Art in America,  Feb, 2008  by Edward Leffingwell

Fifteen finely sculpted, meticulously proportioned plaster dolls, plus doll parts, costumes and a number of astonishing photographs of the dolls, surfaced at a New York antiques show in 1993. The material had been stored in purpose-built wooden boxes when the cache was found in a Boston townhouse belonging to the dolls' maker, the late Morton Bartlett (1909-1992). In an autobiographical sketch for a Harvard alumni report, Bartlett described himself as a freelance advertising photographer, a publisher and a hobbyist sculpting in plaster. Twelve extant figures are of young girls; the three others are variants of a gap-toothed little boy thought to be the artist's surrogate at eight, the age when he was orphaned and adopted.

News of Bartlett's dolls spread among outsider-art aficionados when they were exhibited at an outsider-art fair in 1995, where artist Laurie Simmons saw them; she later published an appreciation of his work. Bartlett's reputation now extends beyond any specialized arena, thanks to a recent exhibition at Julie Saul which rightly placed primary focus on his vintage black-and-white photographs, most of them around 4 1/2 by 3 inches, untitled and dated 1955, and 10 remarkable chromogenic prints dated 1955/2006, made from slides and enlarged to 28 1/4 by 20 inches.

A cursory examination of the articulated limbs and costumes reveals that the dolls were intended to come apart, allowing for wardrobe changes. While all the photographs reveal the realistic nature of Bartlett's costuming, the large modern prints show nuances of that effort--sweaters knit in miniature, pleats, smocking, knee-high socks, jewelry, hats, sandals and shoes. Eyelashes are carefully painted on, not glued; hands gesture, or are placed firmly and defiantly on the hips; and each setup is carefully lit. Props include a tilt-top tea table in scale.

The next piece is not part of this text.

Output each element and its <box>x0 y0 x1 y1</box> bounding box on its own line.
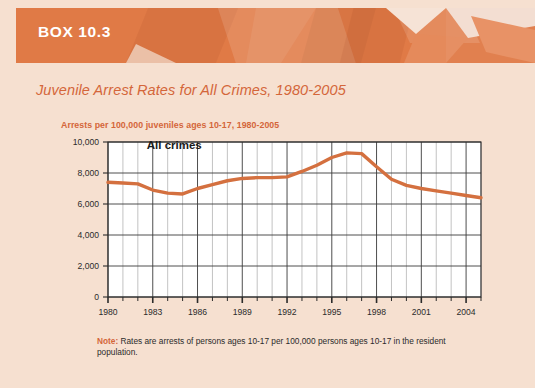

A vintage black-and-white group shot featuring most of the dolls recalls the stars of Little Women dressed for a costume party--they resemble June Allyson, Elizabeth Taylor, Margaret Sullavan. Another vintage shot shows an older and younger sister. The younger girl wears a hair band, flared skirt and puff-sleeved blouse, a brooch at her throat; next to her, the taller adolescent wears a similar blouse along with a straw hat and beads. Bartlett provides a backdrop of a cottage in the distance. Elsewhere the taller doll appears nude, her breasts and pudendum sculpted with anatomical correctness. Particularly expressive dolls include a weeping girl, her face shining with tears, and another nearby, lasciviously licking her lips. The gap-toothed boy laughs as though in victory.

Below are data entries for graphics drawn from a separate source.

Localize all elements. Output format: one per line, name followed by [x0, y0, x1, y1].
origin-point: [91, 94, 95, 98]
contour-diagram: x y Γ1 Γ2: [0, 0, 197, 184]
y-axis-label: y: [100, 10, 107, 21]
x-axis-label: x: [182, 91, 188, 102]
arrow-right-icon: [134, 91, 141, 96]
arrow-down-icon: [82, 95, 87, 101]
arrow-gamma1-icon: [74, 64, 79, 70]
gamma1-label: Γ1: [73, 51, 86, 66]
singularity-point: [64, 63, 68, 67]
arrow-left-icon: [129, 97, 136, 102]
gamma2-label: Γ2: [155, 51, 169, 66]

The full story of Bartlett's work and life remains a mystery, prompting a wide range of associations: the work of Simmons, Henry Darger's Vivian Girls, Lewis Carroll's Alice, Degas's sculptures of young dancers, Nabokov's iconic Lolita, the paintings of Balthus, the carpenter Geppetto and the sculptor Pygmalion. Simmons herself offers an aside, referring to Maurice Chevalier's thankfulness for "little girls" in the film Gigi, and remarks that Bartlett's dog was named "Gigi."